Boing Boing guestblogger Mitch Horowitz is author of Occult America: The Secret History of How Mysticism Shaped Our Nation and editor-in-chief of Tarcher/Penguin publishers.
Okay, so New York is supposed to be the city of big commerce, literary culture, and high art – no room here for woo-woo spirituality, the odor of patchouli, or anyone who capitalizes words like Light or Truth. Well, actually not. This Sunday, October 11th I'll be conducting a walking tour of occult New York — and hopefully giving participants a new way of seeing the city: As a once-upon-a-time laboratory for alternative spiritual ideas, which it helped to export to the rest of the world back before there was a New Age. Here are a few of the historic sights – familiar and obscure – we'll be viewing…
• The Lamasery (8th Ave and 47th Street). This is the five-story building that in the 1870s housed the famed salon of the Theosophical Society, whose earliest members included inventor Thomas Edison, Major-General Abner Doubleday, and the mysterious Russian noblewoman (and one-time New Yorker) Madame Blavatsky. This understated apartment building is where Civil War Colonel Henry Steel Olcott claimed to encounter Hidden Masters of wisdom and from which the nascent Theosophical Society launched a new vogue in occult ideas.
• The New York New Church (East 35th street). This beautifully restored Renaissance-revival Swedenborgian church was a wellspring of mystical ideas in America in the mid-nineteenth century, its pulpit presided over by Spiritualist-Swedenborgian minister George Bush – ancestor to the Bush presidential clan. Congregants included Henry James, Sr., and Al-Anon founder Lois Wilson
• Grand Central Station. This crowning edifice of the beaux-arts architectural movement of the late-nineteenth and early-twentieth centuries forms a temple of occult imagery, including magnificent statues of Hermes, Athena, Hercules and a domed ceiling featuring the images of the zodiac, the equinox, and a variety of ancient symbols. Grand Central sits on Pershing Square, named for the American World War I general who patronized the work of Manly P. Hall, the renowned esotericist who completed his Secret Teachings of All Ages steps away at the New York Public Library.
• Marble Collegiate Church (5th Ave and 29th street). From the pulpit of this Romanesque church – one of America's earliest congregations – the Rev. Norman Vincent Peale spread the esoteric-rooted philosophy of "positive thinking" across the nation in the mid-twentieth century. More than any other figure, Peale shaped the contemporary culture of self-help. The pioneering minister is enshrined in a life-size bronze statue at the gates of this landmarked building.
• New York Theosophical Society (East 53rd street). The site of New York's premier library on matters of the esoteric and occult, and home to the New York branch of the oldest occult organization in America. This stop will include time to browse the building's emporium of esoterica, The Quest Bookshop.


Would you repeat the data below exactly, taking out the images?

(Beginning of Extracted material)

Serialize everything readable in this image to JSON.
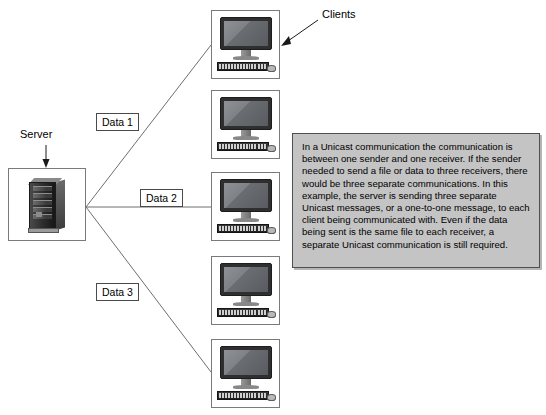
{
  "diagram": {
    "title": "Unicast Communication",
    "background_color": "#ffffff",
    "line_color": "#6e6e6e"
  },
  "server": {
    "label": "Server",
    "icon": "server-tower-icon",
    "pointer": "down-arrow"
  },
  "clients_callout": {
    "label": "Clients",
    "pointer": "diagonal-arrow-down-left"
  },
  "clients": [
    {
      "id": "client-1",
      "icon": "desktop-computer-icon"
    },
    {
      "id": "client-2",
      "icon": "desktop-computer-icon"
    },
    {
      "id": "client-3",
      "icon": "desktop-computer-icon"
    },
    {
      "id": "client-4",
      "icon": "desktop-computer-icon"
    },
    {
      "id": "client-5",
      "icon": "desktop-computer-icon"
    }
  ],
  "data_links": [
    {
      "label": "Data 1",
      "from": "server",
      "to": "client-1"
    },
    {
      "label": "Data 2",
      "from": "server",
      "to": "client-3"
    },
    {
      "label": "Data 3",
      "from": "server",
      "to": "client-5"
    }
  ],
  "description": {
    "text": "In a Unicast communication the communication is between one sender and one receiver.  If the sender needed to send a file or data to three receivers, there would be three separate communications. In this example, the server is sending three separate Unicast messages, or a one-to-one message, to each client being communicated with.  Even if the data being sent is the same file to each receiver, a separate Unicast communication is still required.",
    "background_color": "#c4c4c4",
    "border_color": "#4f4f4f"
  }
}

(End of Extracted material)

▶ **Solution below**:
Serialize everything readable in this image to JSON.
{
  "diagram": {
    "title": "Unicast Communication",
    "background_color": "#ffffff",
    "line_color": "#6e6e6e"
  },
  "server": {
    "label": "Server",
    "icon": "server-tower-icon",
    "pointer": "down-arrow"
  },
  "clients_callout": {
    "label": "Clients",
    "pointer": "diagonal-arrow-down-left"
  },
  "clients": [
    {
      "id": "client-1",
      "icon": "desktop-computer-icon"
    },
    {
      "id": "client-2",
      "icon": "desktop-computer-icon"
    },
    {
      "id": "client-3",
      "icon": "desktop-computer-icon"
    },
    {
      "id": "client-4",
      "icon": "desktop-computer-icon"
    },
    {
      "id": "client-5",
      "icon": "desktop-computer-icon"
    }
  ],
  "data_links": [
    {
      "label": "Data 1",
      "from": "server",
      "to": "client-1"
    },
    {
      "label": "Data 2",
      "from": "server",
      "to": "client-3"
    },
    {
      "label": "Data 3",
      "from": "server",
      "to": "client-5"
    }
  ],
  "description": {
    "text": "In a Unicast communication the communication is between one sender and one receiver.  If the sender needed to send a file or data to three receivers, there would be three separate communications. In this example, the server is sending three separate Unicast messages, or a one-to-one message, to each client being communicated with.  Even if the data being sent is the same file to each receiver, a separate Unicast communication is still required.",
    "background_color": "#c4c4c4",
    "border_color": "#4f4f4f"
  }
}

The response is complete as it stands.